Our Take
India is automating border health triage in response to a specific threat, but the real test is whether real-time flagging of 1,000+ daily international arrivals actually catches asymptomatic cases before they clear immigration.
Why it matters
With 1,094 confirmed Ebola cases in the DRC and WHO declaring a public health emergency, countries are rebuilding entry surveillance systems that atrophied post-COVID. India's approach signals how governments now expect digital health data to flow to immigration and airport health officers in near-real-time.
Do this week
Public health officers: audit your IDSP and state surveillance integrations with Air Suvidha 2.0 before the end of June to ensure alerts actually trigger case investigation workflows, not just data sitting in a portal.
India launches contactless health screening at airports
The Ministry of Civil Aviation and Delhi International Airport Limited (DIAL) rolled out Air Suvidha 2.0 on June 25, 2026. The upgraded portal requires all international passengers to submit a mandatory online health self-declaration covering 21-day travel history, exposure history, and symptoms up to 24 hours before arrival.
Passengers fill the form during web check-in or before boarding and present a downloaded copy at the International Travel Health Desk or immigration counter on landing. The portal eliminates physical paperwork and enables real-time data sharing with the Airport Health Officer, Bureau of Immigration, IDSP (Integrated Disease Surveillance Programme), and State Surveillance Officers.
The system was built by the Ministry of Civil Aviation in collaboration with the Directorate General of Health Services and the Ministry of Health & Family Welfare.

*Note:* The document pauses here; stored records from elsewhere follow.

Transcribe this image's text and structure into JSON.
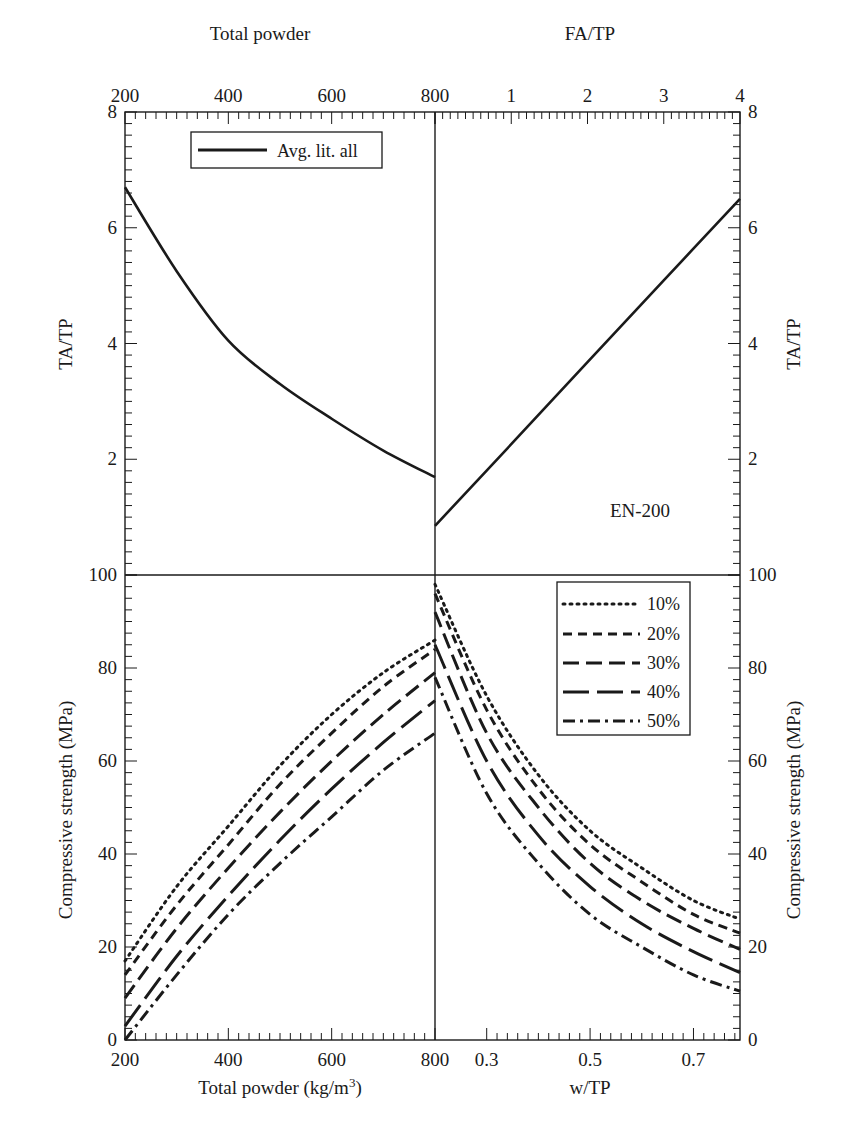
{
  "chart_data": [
    {
      "panel": "top-left",
      "type": "line",
      "title": "",
      "xlabel": "Total powder",
      "ylabel": "TA/TP",
      "xlim": [
        200,
        800
      ],
      "ylim": [
        0,
        8
      ],
      "x_ticks": [
        200,
        400,
        600,
        800
      ],
      "y_ticks": [
        2,
        4,
        6,
        8
      ],
      "legend": [
        "Avg. lit. all"
      ],
      "legend_position": "upper-left",
      "series": [
        {
          "name": "Avg. lit. all",
          "style": "solid",
          "x": [
            200,
            300,
            400,
            500,
            600,
            700,
            800
          ],
          "y": [
            6.7,
            5.25,
            4.05,
            3.3,
            2.7,
            2.15,
            1.69
          ]
        }
      ]
    },
    {
      "panel": "top-right",
      "type": "line",
      "xlabel": "FA/TP",
      "ylabel": "TA/TP",
      "xlim": [
        0,
        4
      ],
      "ylim": [
        0,
        8
      ],
      "x_ticks": [
        1,
        2,
        3,
        4
      ],
      "y_ticks": [
        2,
        4,
        6,
        8
      ],
      "annotation": "EN-200",
      "series": [
        {
          "name": "Avg. lit. all",
          "style": "solid",
          "x": [
            0,
            1,
            2,
            3,
            4
          ],
          "y": [
            0.85,
            2.26,
            3.68,
            5.09,
            6.5
          ]
        }
      ]
    },
    {
      "panel": "bottom-left",
      "type": "line",
      "xlabel": "Total powder (kg/m³)",
      "ylabel": "Compressive strength (MPa)",
      "xlim": [
        200,
        800
      ],
      "ylim": [
        0,
        100
      ],
      "x_ticks": [
        200,
        400,
        600,
        800
      ],
      "y_ticks": [
        0,
        20,
        40,
        60,
        80,
        100
      ],
      "x": [
        200,
        300,
        400,
        500,
        600,
        700,
        800
      ],
      "series": [
        {
          "name": "10%",
          "style": "dotted",
          "values": [
            17,
            33,
            46,
            59,
            70,
            79,
            86
          ]
        },
        {
          "name": "20%",
          "style": "short-dash",
          "values": [
            14,
            29,
            42,
            55,
            66,
            76,
            84
          ]
        },
        {
          "name": "30%",
          "style": "medium-dash",
          "values": [
            9,
            24,
            37,
            49,
            60,
            70,
            79
          ]
        },
        {
          "name": "40%",
          "style": "long-dash",
          "values": [
            3,
            18,
            31,
            43,
            54,
            64,
            73
          ]
        },
        {
          "name": "50%",
          "style": "dash-dot",
          "values": [
            0,
            14,
            27,
            38,
            48,
            58,
            66
          ]
        }
      ]
    },
    {
      "panel": "bottom-right",
      "type": "line",
      "xlabel": "w/TP",
      "ylabel": "Compressive strength (MPa)",
      "xlim": [
        0.2,
        0.79
      ],
      "ylim": [
        0,
        100
      ],
      "x_ticks": [
        0.3,
        0.5,
        0.7
      ],
      "y_ticks": [
        0,
        20,
        40,
        60,
        80,
        100
      ],
      "legend": [
        "10%",
        "20%",
        "30%",
        "40%",
        "50%"
      ],
      "legend_position": "upper-right",
      "x": [
        0.2,
        0.3,
        0.4,
        0.5,
        0.6,
        0.7,
        0.79
      ],
      "series": [
        {
          "name": "10%",
          "style": "dotted",
          "values": [
            98,
            74,
            57,
            45,
            37,
            30,
            26
          ]
        },
        {
          "name": "20%",
          "style": "short-dash",
          "values": [
            96,
            71,
            54,
            42,
            34,
            27,
            23
          ]
        },
        {
          "name": "30%",
          "style": "medium-dash",
          "values": [
            92,
            66,
            50,
            38,
            30,
            24,
            19.5
          ]
        },
        {
          "name": "40%",
          "style": "long-dash",
          "values": [
            85,
            60,
            44,
            33,
            25,
            19,
            14.5
          ]
        },
        {
          "name": "50%",
          "style": "dash-dot",
          "values": [
            78,
            53,
            38,
            27,
            20,
            14,
            10.5
          ]
        }
      ]
    }
  ],
  "labels": {
    "top_left_axis_title": "Total powder",
    "top_right_axis_title": "FA/TP",
    "left_top_ylabel": "TA/TP",
    "right_top_ylabel": "TA/TP",
    "left_bottom_ylabel": "Compressive strength (MPa)",
    "right_bottom_ylabel": "Compressive strength (MPa)",
    "bottom_left_xlabel": "Total powder (kg/m",
    "bottom_left_xlabel_sup": "3",
    "bottom_left_xlabel_end": ")",
    "bottom_right_xlabel": "w/TP",
    "annotation": "EN-200",
    "top_legend": "Avg. lit. all",
    "bottom_legend": [
      "10%",
      "20%",
      "30%",
      "40%",
      "50%"
    ],
    "top_x_ticks_left": [
      "200",
      "400",
      "600",
      "800"
    ],
    "top_x_ticks_right": [
      "1",
      "2",
      "3",
      "4"
    ],
    "top_y_ticks": [
      "2",
      "4",
      "6",
      "8"
    ],
    "bottom_y_ticks": [
      "0",
      "20",
      "40",
      "60",
      "80",
      "100"
    ],
    "bottom_x_ticks_left": [
      "200",
      "400",
      "600",
      "800"
    ],
    "bottom_x_ticks_right": [
      "0.3",
      "0.5",
      "0.7"
    ]
  },
  "colors": {
    "line": "#1a1a1a",
    "background": "#ffffff"
  }
}
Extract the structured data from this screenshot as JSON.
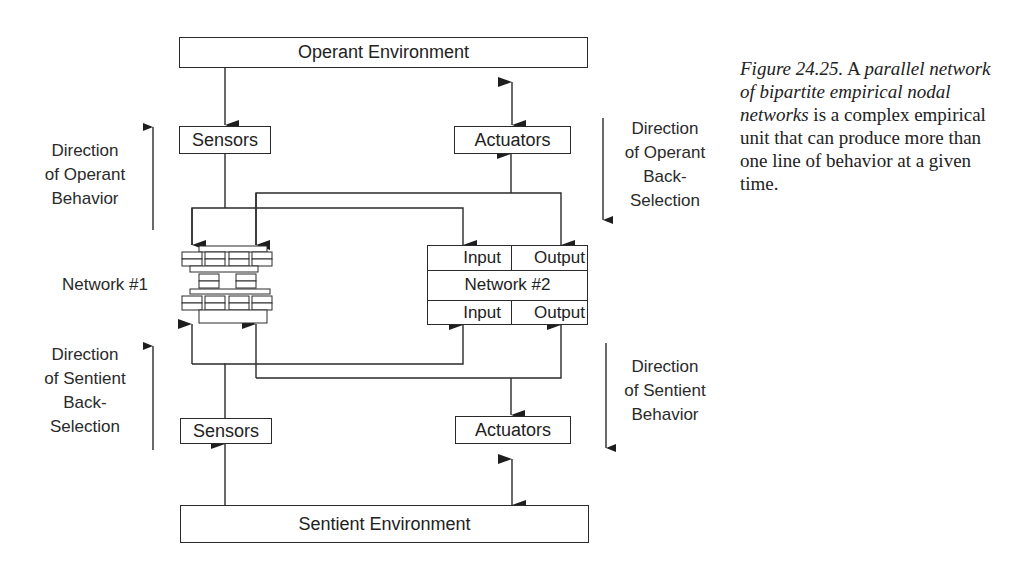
{
  "diagram": {
    "operant_environment": "Operant Environment",
    "sentient_environment": "Sentient Environment",
    "sensors_top": "Sensors",
    "actuators_top": "Actuators",
    "sensors_bottom": "Sensors",
    "actuators_bottom": "Actuators",
    "network1_label": "Network #1",
    "network2": {
      "title": "Network #2",
      "top_input": "Input",
      "top_output": "Output",
      "bottom_input": "Input",
      "bottom_output": "Output"
    },
    "directions": {
      "operant_behavior": [
        "Direction",
        "of Operant",
        "Behavior"
      ],
      "operant_back_selection": [
        "Direction",
        "of Operant",
        "Back-",
        "Selection"
      ],
      "sentient_back_selection": [
        "Direction",
        "of Sentient",
        "Back-",
        "Selection"
      ],
      "sentient_behavior": [
        "Direction",
        "of Sentient",
        "Behavior"
      ]
    }
  },
  "caption": {
    "figure_label": "Figure 24.25.",
    "lead": "A",
    "italic_phrase": "parallel network of bipartite empirical nodal networks",
    "rest": "is a complex empirical unit that can produce more than one line of behavior at a given time."
  }
}
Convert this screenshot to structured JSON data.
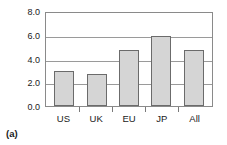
{
  "caption": "(a)",
  "chart_data": {
    "type": "bar",
    "title": "",
    "subtitle": "",
    "xlabel": "",
    "ylabel": "",
    "categories": [
      "US",
      "UK",
      "EU",
      "JP",
      "All"
    ],
    "values": [
      3.0,
      2.75,
      4.8,
      6.0,
      4.8
    ],
    "ylim": [
      0.0,
      8.0
    ],
    "ytick_values": [
      0.0,
      2.0,
      4.0,
      6.0,
      8.0
    ],
    "ytick_labels": [
      "0.0",
      "2.0",
      "4.0",
      "6.0",
      "8.0"
    ],
    "grid": true,
    "grid_axis": "y",
    "legend": false,
    "legend_position": "none",
    "bar_fill_color": "#d5d5d5",
    "bar_edge_color": "#6b6b6b",
    "gridline_color": "#9a9a9a",
    "frame_color": "#8a8a8a",
    "annotations": []
  }
}
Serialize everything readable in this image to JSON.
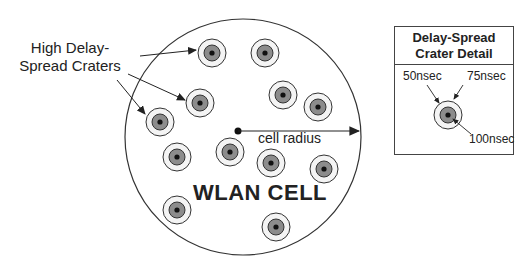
{
  "diagram": {
    "labels": {
      "craters_line1": "High Delay-",
      "craters_line2": "Spread Craters",
      "cell_radius": "cell radius",
      "cell_name": "WLAN CELL"
    },
    "detail": {
      "title_line1": "Delay-Spread",
      "title_line2": "Crater Detail",
      "inner_label": "50nsec",
      "middle_label": "75nsec",
      "outer_label": "100nsec"
    },
    "colors": {
      "line": "#333333",
      "crater_inner": "#8c8c8c",
      "crater_middle": "#e6e6e6",
      "background": "#ffffff"
    },
    "crater_count": 12
  }
}
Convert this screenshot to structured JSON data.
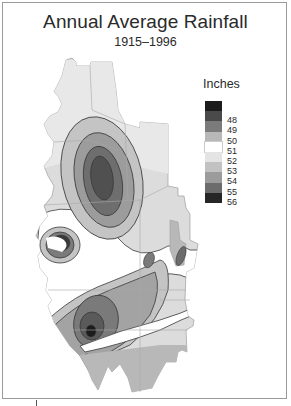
{
  "title": "Annual Average Rainfall",
  "subtitle": "1915–1996",
  "legend": {
    "title": "Inches",
    "items": [
      {
        "label": "",
        "color": "#1c1c1c"
      },
      {
        "label": "48",
        "color": "#4a4a4a"
      },
      {
        "label": "49",
        "color": "#7b7b7b"
      },
      {
        "label": "50",
        "color": "#b8b8b8"
      },
      {
        "label": "51",
        "color": "#ffffff"
      },
      {
        "label": "52",
        "color": "#e4e4e4"
      },
      {
        "label": "53",
        "color": "#c2c2c2"
      },
      {
        "label": "54",
        "color": "#9c9c9c"
      },
      {
        "label": "55",
        "color": "#6c6c6c"
      },
      {
        "label": "56",
        "color": "#262626"
      }
    ]
  },
  "colors": {
    "land_base": "#dcdcdc",
    "county_lines": "#a8a8a8",
    "contour_lines": "#3a3a3a",
    "frame": "#9a9a9a",
    "text": "#2a2a2a"
  }
}
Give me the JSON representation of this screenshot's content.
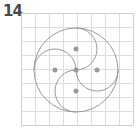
{
  "figure": {
    "number_label": "14",
    "grid": {
      "x0": 21,
      "y0": 13,
      "cell": 14,
      "cols": 8,
      "rows": 8,
      "color": "#dddddd",
      "border_color": "#cfcfcf"
    },
    "outer_circle": {
      "cx": 76,
      "cy": 70,
      "r": 42,
      "color": "#9a9a9a"
    },
    "arcs": [
      {
        "name": "top",
        "from": [
          76,
          28
        ],
        "to": [
          76,
          70
        ],
        "r": 21
      },
      {
        "name": "left",
        "from": [
          34,
          70
        ],
        "to": [
          76,
          70
        ],
        "r": 21
      },
      {
        "name": "right",
        "from": [
          118,
          70
        ],
        "to": [
          76,
          70
        ],
        "r": 21
      },
      {
        "name": "bottom",
        "from": [
          76,
          112
        ],
        "to": [
          76,
          70
        ],
        "r": 21
      }
    ],
    "dots": [
      {
        "name": "top",
        "cx": 76,
        "cy": 49
      },
      {
        "name": "left",
        "cx": 55,
        "cy": 70
      },
      {
        "name": "center",
        "cx": 76,
        "cy": 70
      },
      {
        "name": "right",
        "cx": 97,
        "cy": 70
      },
      {
        "name": "bottom",
        "cx": 76,
        "cy": 91
      }
    ],
    "dot_color": "#9a9a9a"
  }
}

The launch follows the World Health Organisation's May 17, 2026 declaration of Bundibugyo virus disease (a strain of Ebola) as a Public Health Emergency of International Concern across the DRC and Uganda.
As of June 25, the DRC had reported 1,094 confirmed cases with 277 deaths. Uganda recorded 20 cases and two deaths. The WHO noted that the outbreak continues to outpace response efforts and that neighbouring South Sudan faces high transmission risk.
Speed of triage replaces volume of paperwork
Pre-COVID, most countries relied on arrival health cards filled by hand and reviewed after passengers had already cleared immigration. Air Suvidha 2.0 inverts that logic: data arrives at health authorities before the passenger lands, allowing real-time risk stratification and isolation protocols to activate if needed.
The 24-hour pre-submission window also compresses the border process itself. Contactless arrival is not just convenience; it reduces exposure time for airport health workers and speeds clearance for the 1,000+ international arrivals per day at major Indian hubs.
The structural risk remains unchanged: self-declared symptoms are unreliable for asymptomatic or presymptomatic travellers, and a portal cannot replace clinical assessment. But by centralising health data collection and linking it directly to state surveillance officers, the system creates a single point of early escalation instead of relying on ad hoc reporting after passengers disperse into the community.
State health officers must close the last-mile gap
Real-time data flowing into IDSP is only useful if someone acts on it. State Surveillance Officers need to define alert thresholds now: what travel history or symptom combinations trigger a phone call to the passenger, a sample request, or isolation guidance before they leave the airport?
Audit your current IDSP workflows to confirm that Air Suvidha 2.0 alerts actually interrupt the immigration process for flagged passengers, not just pile up in a dashboard. If alerts go unread or arrive after passengers have cleared the terminal, the portal becomes administrative overhead, not epidemiological control.
Similarly, airport health teams should rehearse rapid escalation pathways this week so that contactless arrival does not create a false sense of screening if suspected cases still slip through due to no isolation space or unclear handoff protocols.